Strength & Influence is Ageless!

    Every day, it seems the news is full of stories about young prodigies and talented children working to make the world a better place. We hear even more about skilled adults in the workplace changing the lives of the people and the community around them, sometimes even on an international scale. But what about the elderly population in our communities? Where are their stories of inspiration and perseverance?

    Ginny MacColl | 65 year old | American Ninja Warrior Contestant Season 9 & 10

    The book Late Boomers, besides being a clever play on words, strives to bring such stories of the elderly to light.

    So-called “late boomers” are people who have made inspirational differences both in their lives and in the community around them later in life, often after retirement. The accomplishments of these late boomers range from becoming the oldest female contestant on the NBC show “American Ninja Warrior” to saving over two thousand dogs from high-kill shelters.

    And it just so happens that one such inspirational late boomer fares from Atlanta.

    Meet David Deutchman, former Senior VP of International Sales at Maidenform Worldwide and current “ICU Grandpa” at Children’s Healthcare of Atlanta.

    “I didn’t realize I’d see a side of life that most people never imagine and couldn’t imagine,” Deutchman says about his experiences at Children’s Healthcare of Atlanta.

    After retiring from his position as VP, Deutchman bounced around from consulting to giving guest lectures at local universities. However, he still felt he could contribute more to the Atlanta community. And contribute he did at Children’s Healthcare of Atlanta at Scottish Rite.

    David Deutchman | Children’s Healthcare of Atlanta “ICU Grandpa”

    His service started in teaching school-age children who needed to stay at the hospital for longer periods of time. After several encounters with tearful mothers of hospital-bound children, his service switched from education to comforting and empathizing with the families of patients. But his title as the ICU Grandpa would only become established after being informed by a nurse of a lonely baby.

    “I went and talked to the baby,” Deutchman says. “A nurse said, ‘Would you like to hold her?’ I picked her up and she put her head on my shoulder and I fell in love. That was the end of me.”

    While Deutchman continues his work supporting mothers and older children, he has since dedicated himself to holding babies—rocking, cuddling, and singing to them. With his role in the infant ICU unit, he takes some work off the shoulders of busy nurses and fraught mothers. He estimates in his fourteen years of working as the ICU Grandpa that he has held over two thousand babies.

    Even after supporting such a vast number of babies and their families, Deutchman says he remembers many of them and keeps in touch with the mothers he worked with.

    “I’m going to continue to stay in touch with ‘My Moms,’” Deutchman says. “I take them to lunch and keep in touch. I love doing that.”

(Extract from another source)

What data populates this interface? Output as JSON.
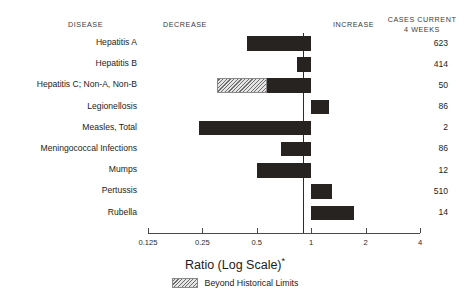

    In his line of work, Deutchman has touched the lives of countless families and nurses in Atlanta. Children’s Healthcare of Atlanta has been forever changed by Deutchman’s commitment to the community.

    David Deutchman was just one of the many inspirational people the author of Late Boomers, Jeri Bernstein, interviewed.

    “You know, people my age, or even older, don’t feel like curling up or giving up, for that matter,” says Bernstein. “People are healthier and more engaged in life, sometimes more than they ever have been,” says Bernstein.

    Author of Late Boomers, Jeri Bernstein

    Plenty of experience from her own life proved this: even as a mother of four and grandmother of two, Bernstein manages to participate in CrossFit three times a week and work as a freelance copywriter. But after an experience interviewing residents of an Atlanta retirement community and hearing their stories, she wasn’t satisfied with just that; she set out to find the accounts of the most extraordinary accomplishments of late boomers around the world.

    “Quite frankly, they weren’t that hard to find,” Bernstein says. “Which I think says a lot about the Baby Boomer generation and how ambitious and vibrant they are.”

    The entirety of Late Boomers is a testament to the tenacity of the human race and proves that age doesn’t define us. Each story of every person featured in the book, from a woman in her 50s becoming a roller derby skater to the author herself, serves as an example of how anyone can start the journey toward achieving their dreams at any age. Age doesn’t limit how far humans can push boundaries into spaces never explored before.

    It’s as Bernstein loves to say: “There’s plenty of gas left in the tank.”